Phobos crossed the sky in four and a quarter hours, so she didn’t have to wait long. It had risen as a half moon, but now it was gibbous, almost full, halfway to the zenith, moving at its steady clip across the coagulating sky. She could make out a faint point of light inside the gray disk: the two little domed craters, Semenov and Leveykin. She held the radio transmitter out and tapped in the ignition code, MANGALA. It was like using a TV remote.

And then a bright light flared on the leading edge of the little gray disk. The two faint lights went out. The bright light flared even brighter. Could she really perceive the deceleration? Probably not; but it was there.

Phobos was on its way down.

* * *

Back inside Cairo, she found that the news had already spread. The flare had been bright enough to catch peoples’ eyes, and after that they had clumped together around the blank TV screens, by habit, and exchanged rumors and speculation, and somehow the basic fact had gotten around, or been worked out independently. Nadia strolled past group after group, and heard people saying “Phobos has been hit! Phobos has been hit!” And someone laughed, “They brought the Roche limit up to it!”

She thought she was lost in the medina, but almost directly she came to the city offices. Maya was outside: “Hey Nadia!” she cried, “Did you see Phobos?”

“Yes.”

“Roger says when they were up there in year One, they built a system of explosives and rocketry into it! Did Arkady ever tell you about it?”

“Yes.”

They went in to the offices, Maya thinking aloud: “If they manage to slow it down very much, it’ll come down. I wonder if it’ll be possible to calculate where. We’re pretty damn close to the equator right here.”

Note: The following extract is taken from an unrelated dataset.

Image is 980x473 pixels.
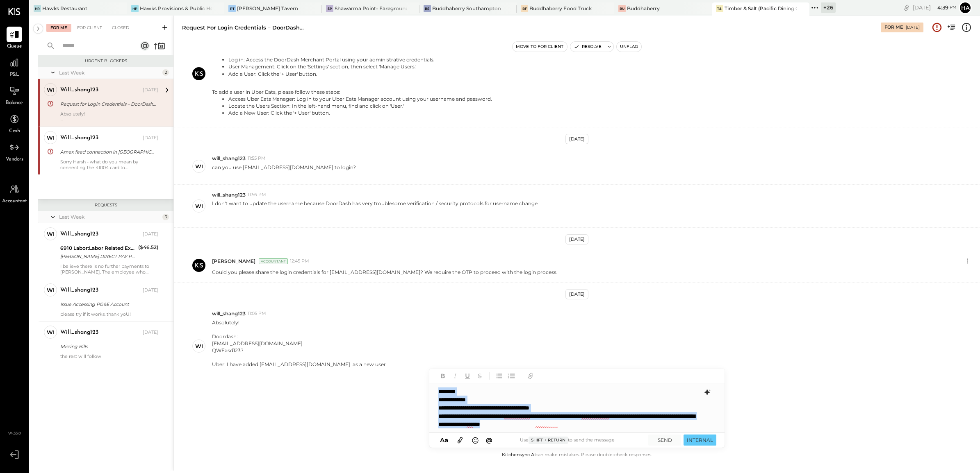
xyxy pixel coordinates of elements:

“It’ll break up, surely, and come down in a lot of places.”

“True. I wonder what Sax thinks.”

They found Sax and Frank bunched before one screen, Yeli and Ann and Simon before another. A UNOMA satellite was tracking Phobos with a telescope, and Sax was measuring the moon’s speed of passage across the martian landscape to get a fix on its velocity. In the image on the screen Stickney’s dome shone like a Faberge egg, but the eye was drawn away from that to the moon’s leading edge, which was blurry and streaked with white flashes of ejecta and gases. “Look how well balanced the thrust is,” Sax said to no one in particular. “Too sudden a thrust and the whole thing would have shattered. And an unbalanced thrust would have set it spinning, and then the thrust would have pushed it all over the place.”